Check other senses of profound
Look up the words in a dictionary
Always!
Check the thesaurus
If not, clashes in TL

examples of clashes:

član is a member, but not if what is meant is an article of law

prilog is an adverb, but not if what is meant is a side dish, or


an attachment

otkup is ransom, but not if what is meant is buy-in

and hundreds of other examples in real life and on the Internet


Hyponymy

Terminology:
Hyperonym (superordinate)
Hyponym
Formula: hyponym is kind of hyperonym

vehicle ‘means of transport’


bicycle ‘means of transport with a high and narrow surface on which sb
sits, with two wheels one after another, which sb moves with legs,
used for moving on the ground’
Entailment in hyponymy

 in specific utterances the entailment is from a hyponym to a hyperonym:


I saw a boy > I saw a child
 in generic sentences, it is the other way round:
Boys are nuisance does not entail Children are nuisance.

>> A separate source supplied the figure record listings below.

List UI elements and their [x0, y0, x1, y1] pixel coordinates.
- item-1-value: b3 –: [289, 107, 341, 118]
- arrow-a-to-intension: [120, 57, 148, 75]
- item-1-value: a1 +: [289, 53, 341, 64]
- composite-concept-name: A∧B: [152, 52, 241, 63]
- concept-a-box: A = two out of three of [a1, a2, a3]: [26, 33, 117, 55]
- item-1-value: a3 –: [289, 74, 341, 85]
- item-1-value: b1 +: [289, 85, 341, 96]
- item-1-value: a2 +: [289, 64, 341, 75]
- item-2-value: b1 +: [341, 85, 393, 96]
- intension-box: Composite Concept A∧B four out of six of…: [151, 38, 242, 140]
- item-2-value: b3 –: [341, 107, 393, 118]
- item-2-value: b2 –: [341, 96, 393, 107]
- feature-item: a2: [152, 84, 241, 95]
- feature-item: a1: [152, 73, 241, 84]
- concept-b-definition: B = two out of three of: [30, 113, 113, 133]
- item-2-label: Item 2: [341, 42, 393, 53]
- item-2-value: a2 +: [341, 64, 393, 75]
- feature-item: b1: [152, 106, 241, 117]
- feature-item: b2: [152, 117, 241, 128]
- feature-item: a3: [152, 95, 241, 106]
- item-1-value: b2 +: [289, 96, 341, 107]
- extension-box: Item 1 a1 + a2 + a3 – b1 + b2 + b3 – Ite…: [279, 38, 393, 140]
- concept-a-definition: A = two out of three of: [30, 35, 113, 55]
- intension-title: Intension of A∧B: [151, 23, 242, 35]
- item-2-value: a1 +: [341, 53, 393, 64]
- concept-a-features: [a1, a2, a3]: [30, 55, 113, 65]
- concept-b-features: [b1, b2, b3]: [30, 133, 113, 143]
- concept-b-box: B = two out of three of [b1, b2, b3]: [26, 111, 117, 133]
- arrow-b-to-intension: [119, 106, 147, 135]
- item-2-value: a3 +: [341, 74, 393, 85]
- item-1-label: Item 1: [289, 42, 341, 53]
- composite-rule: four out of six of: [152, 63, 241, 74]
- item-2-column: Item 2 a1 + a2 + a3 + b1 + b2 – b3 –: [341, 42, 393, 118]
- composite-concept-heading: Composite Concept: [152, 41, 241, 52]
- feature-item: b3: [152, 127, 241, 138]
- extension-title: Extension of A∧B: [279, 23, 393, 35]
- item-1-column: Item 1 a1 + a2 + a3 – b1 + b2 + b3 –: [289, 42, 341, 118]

No rules for terminology sets:


 sheep superordinate for ram, ewe, lamb
 dog superordinate for dog, bitch, puppy
 giraffe superordinate for male giraffe, female giraffe, baby giraffe
Antonymy

 (1) graded scale of comparisons


 
wide/narrow old/young big/small
graded against different norms according to the items discussed
e.g. ‘not many people were present’ (cf. football match v. meeting)
wide stripe v. wide road
small elephant v. small mouse
hot/cold but also hot/warm/cool/cold
 
marked v. unmarked terms
How high is it? (low is marked)
How wide is it? (narrow is marked)
the same member (the unmarked term) is used for nouns –
e.g. height, weight (cf. lowness, narrowness)
 (2) complementarity (two-term sets)
 
male/female
married/single
alive/dead

 if X is not a male, X is female etc.


but this is not the case with gradable antonyms X is not wide ≠ X is narrow
some are not ‘symmetrically reversible’, e.g.
more /less does not apply to brilliant / stupid
 relational opposites (‘converses’)
they make up synonymous sentences when their arguments change places, e.g.
Peter is the parent of Michael > Michael is the child of Peter.
common in areas of the vocabulary having to do with reciprocal social roles
(doctor : patient; master : servant;) and kinship relations (father/mother :
son/daughter) and temporal and spatial relations
 
 verbs: buy/sell; lend/borrow; rent/lend ; own / belong to; give / receive;
in Grammar: Passive
 nouns: husband/wife; parent/child
 adv. above/bellow; in front of / behind; north of/ south of
Taxonomic sisters

 classification systems, such as colour adjectives


e.g. red and blue are sister-members of the same taxonomy and therefore
incompatible, e.g. His car isn’t red, it’s blue.
Meronymy

 part-whole relationship between lexical items


X is part of Y, or Y has X
 
finger meronym (or partonym) and hand holonym
nail is a meronym of finger, and finger of hand (transitive)
 
pane is a meronym of window and window of room, but pane is not a
meronym of room, we cannot say A room has a pane.